Wednesday, September 5, 2007

Vincent Price gets pwned

One of my favorite actor/director exchanges took place during the making of Witchfinder General (1968). The director, 24-year-old Michael Reeves, and veteran horror icon Vincent Price, repeatedly clashed on set. At one point an exasperated Price snarled, "I've made 87 films. What have you done?" To which Reeves replied, "I've made three good ones."*

Zing!

As it's never before been released on DVD until now, I myself have not seen all of Witchfinder General in its entirety, except for a truncated, commercially-interrupted version showing on AMC some years back at Halloween. It was so long ago, in fact, that I used an honest-to-god VCR to record it, messed up the time setting, and got all of it but the last 15 minutes. That's how they get you. Actually right now I have it DVR'd from a showing on TCM when Rob Zombie showed it as part of his Underground series under the American retitling by its distributors, Conqueror Worm, after the name of a Poe poem to try and fool people thinking it was a continuation of the Price/Poe series of movies directed by Roger Corman. Ah, gotta love those exploitation filmmakers. I'm waiting for the DVD version, since it will continue in that long-hallowed tradition of movie-making, the uncut director's version, since it was edited into various forms by both UK and US censors of the day.
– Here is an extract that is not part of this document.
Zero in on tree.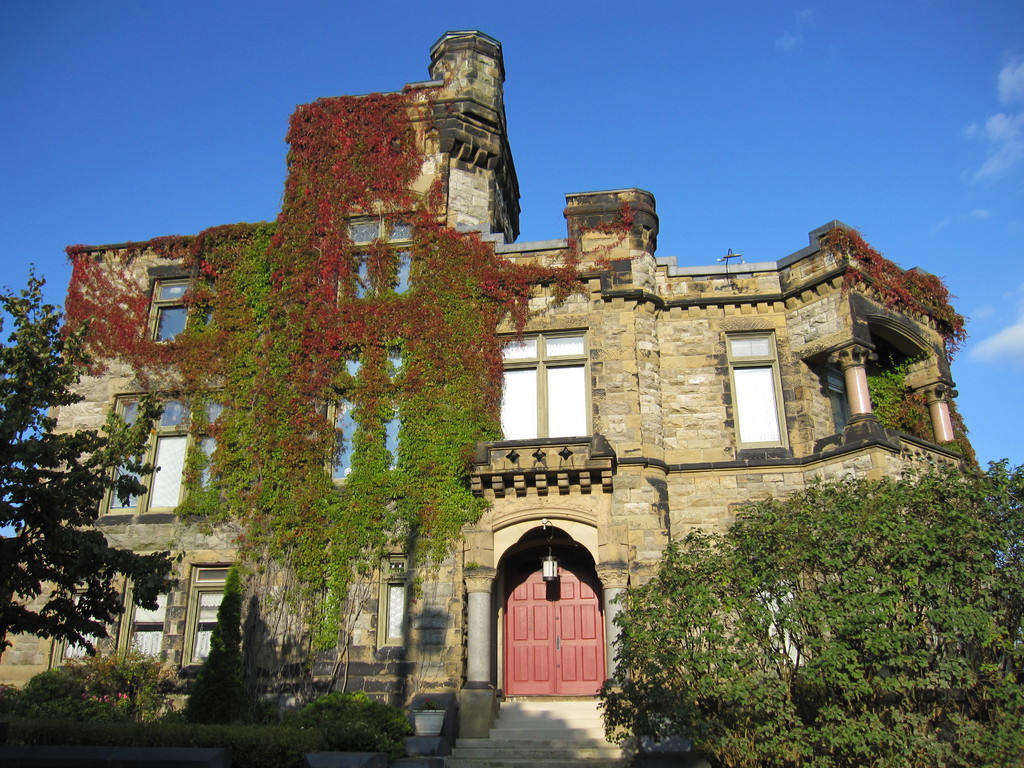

Based on the real-life witch hunter Matthew Hopkins the film has a reputation as being a grim and realistic historical horror film, with Price eschewing his usual acting campy turn at the request of director Reeves. Despite their production hostilities, Price came to regard his performance in the film as one of his best, while sadly, Reeves overdosed on alcohol and antidepressants not long after the film was completed, leaving behind a small batch of films in which he worked with such industry and genre giants as Donald Sutherland, Christopher Lee, Boris Karloff, and Barbara Steele. There's a retrospective of Reeves and his work at the amazing Horrorwood site. Check it out, then set your Netflix queue accordingly!


*As told in Kim Newman's masterly 1988 study of horror film, Nightmare Movies.